The odyssey of the black hole low mass X-ray binary GX339-4: Five years of dense multi-wavelength monitoring
E. Tremou, S. Corbel, R. Fender, P. Woudt, J. C. A Miller-Jones, I. Heywood, F. Carotenuto, S. Motta, A. Tzioumis, P. J. Groot, D. M. Russell, J. Crook-Mansour, P. Saikia, W. Yu, J. van den Eijnden, A. J. van der Horst, D. R. A. Williams-Baldwin, X. Zhang
TL;DR
This study presents the densest five-year, weekly, quasi-simultaneous multi-wavelength campaign of GX 339−4, spanning MeerKAT, ATCA, Swift-XRT, MAXI, and MeerLICHT data to trace jet–accretion dynamics across multiple outbursts.
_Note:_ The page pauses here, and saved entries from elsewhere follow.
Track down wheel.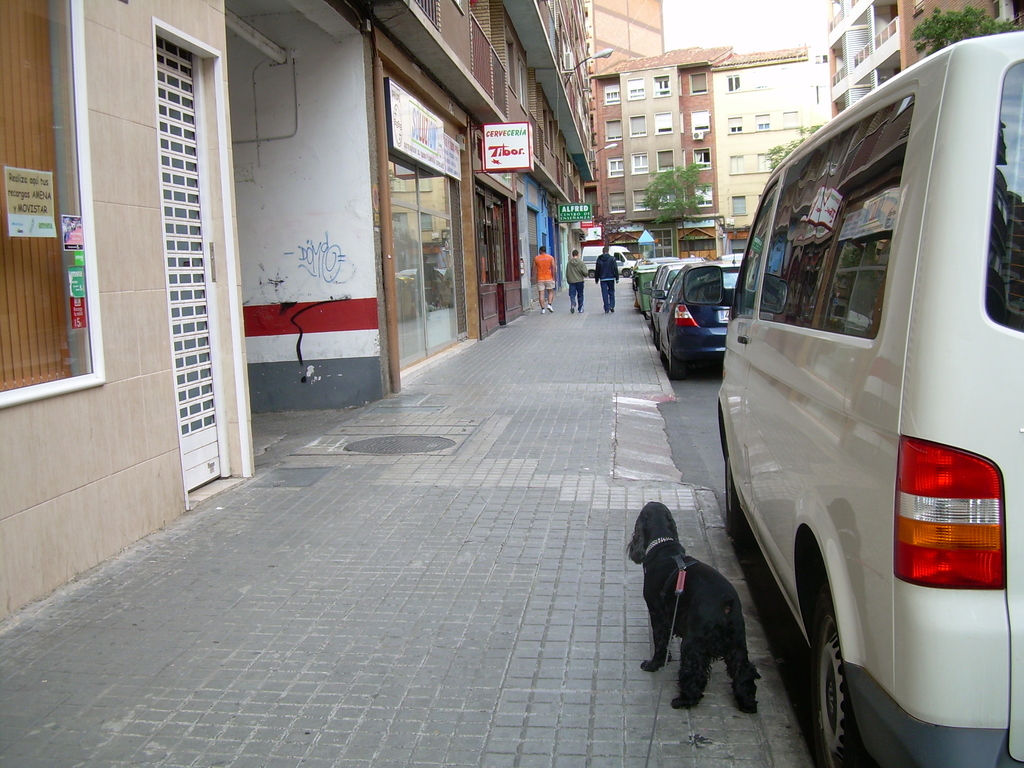
Tracked to 618,268,634,280.
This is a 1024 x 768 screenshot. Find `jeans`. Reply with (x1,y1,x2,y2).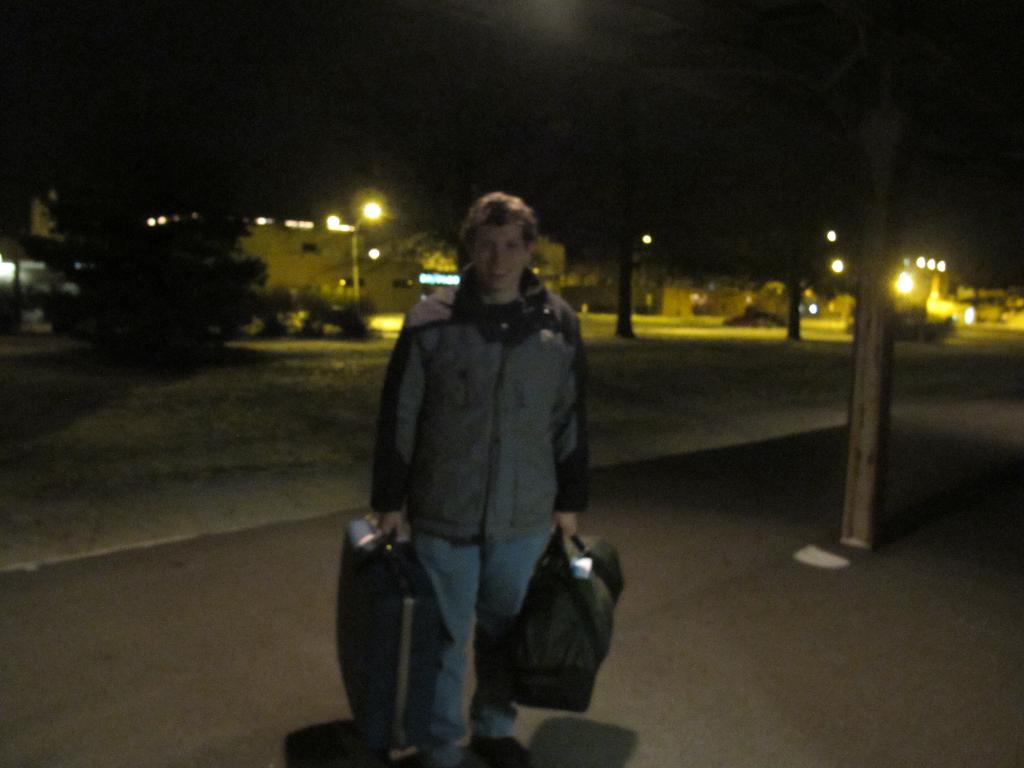
(372,467,557,748).
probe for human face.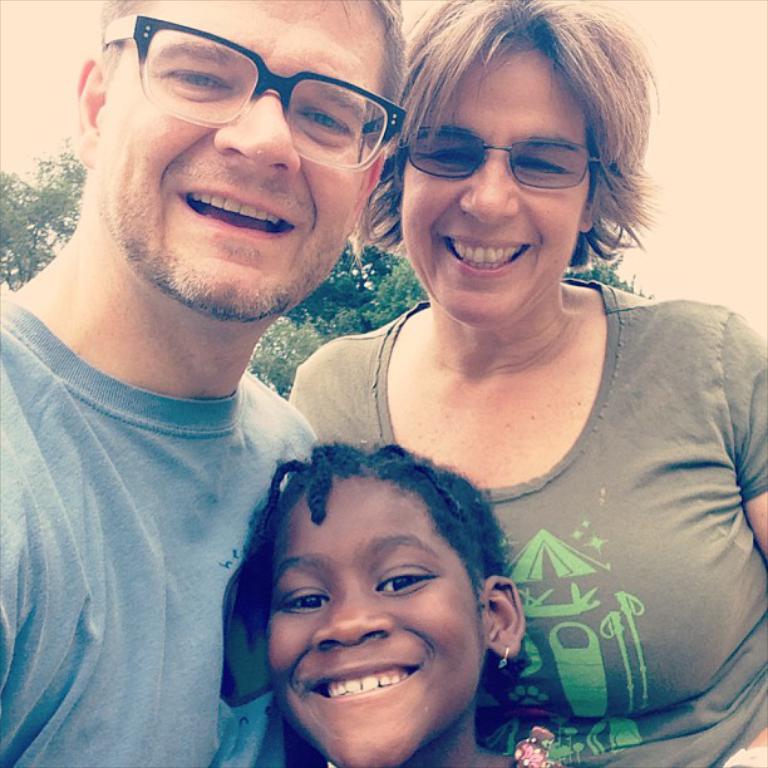
Probe result: (266,478,478,767).
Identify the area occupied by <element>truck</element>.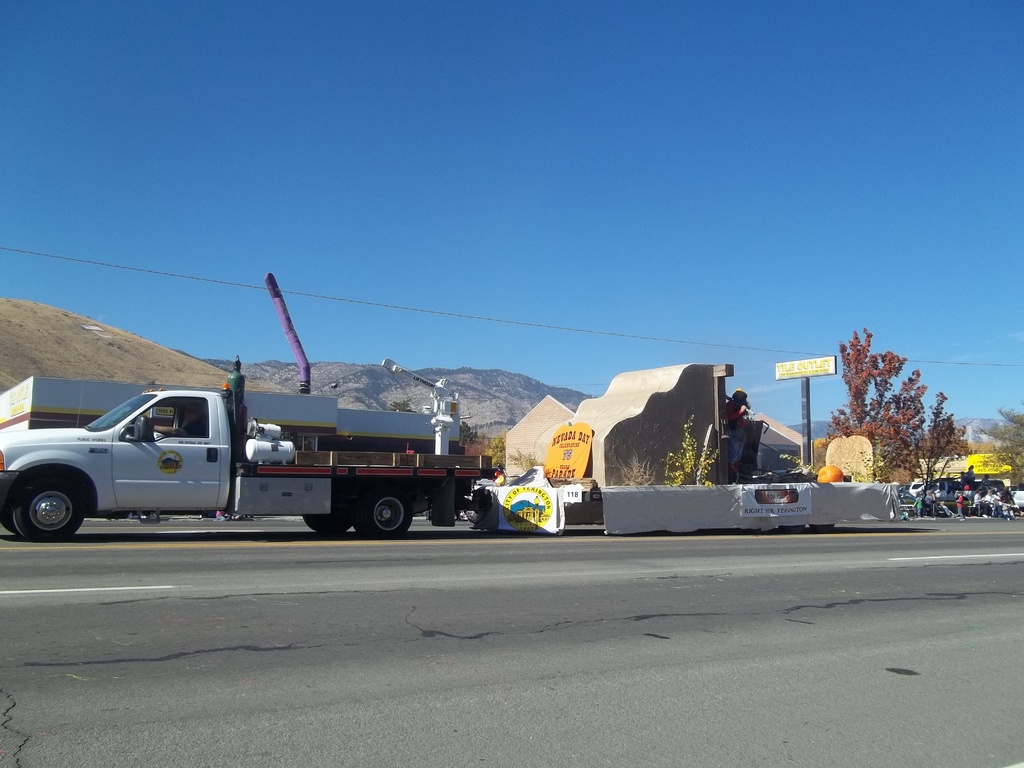
Area: [37, 375, 497, 548].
It captures two hard-only and two full outbursts, including a major radio flare and a resolved transient jet with measurable proper motion, offering insights into jet production and large-scale ejecta. The results show persistent compact jets during hard states, jet quenching during soft transitions, and a maintained radio–X-ray correlation across rise and decay phases, while underscoring the need for high angular resolution to separate core and ejecta contributions. A public legacy dataset of 252 MeerKAT L-band maps is released to enable ongoing community studies of jet physics in BH-LMXBs.
Abstract
We present the longest and the densest quasi-simultaneous radio, X-ray and optical campaign of the black hole low mass X-ray binary GX339-4, covering five years of weekly GX339-4 monitoring with MeerKAT, Swift-XRT and MeerLICHT, respectively. Complementary high frequency radio data with the Australia Telescope Compact Array are presented to track in more detail the evolution of GX339-4 and its transient ejecta. During the five years, GX339-4 has been through two "hard-only" outbursts and two "full" outbursts, allowing us to densely sample the rise, quenching and re-activation of the compact jets. Strong radio flares were also observed close to the transition between the hard and the soft states. Following the radio flare, a transient optically thin ejection was spatially resolved during the 2020 outburst, and was observed for a month. We also discuss the radio/X-ray correlation of GX339-4 during this five year period, which covers several states in detail from the rising phase to the quiescent state. This campaign allowed us to follow ejection events and provide information on the jet proper motion and its intrinsic velocity. With this work we publicly release the weekly MeerKAT L-band radio maps from data taken between September 2018 and October 2023.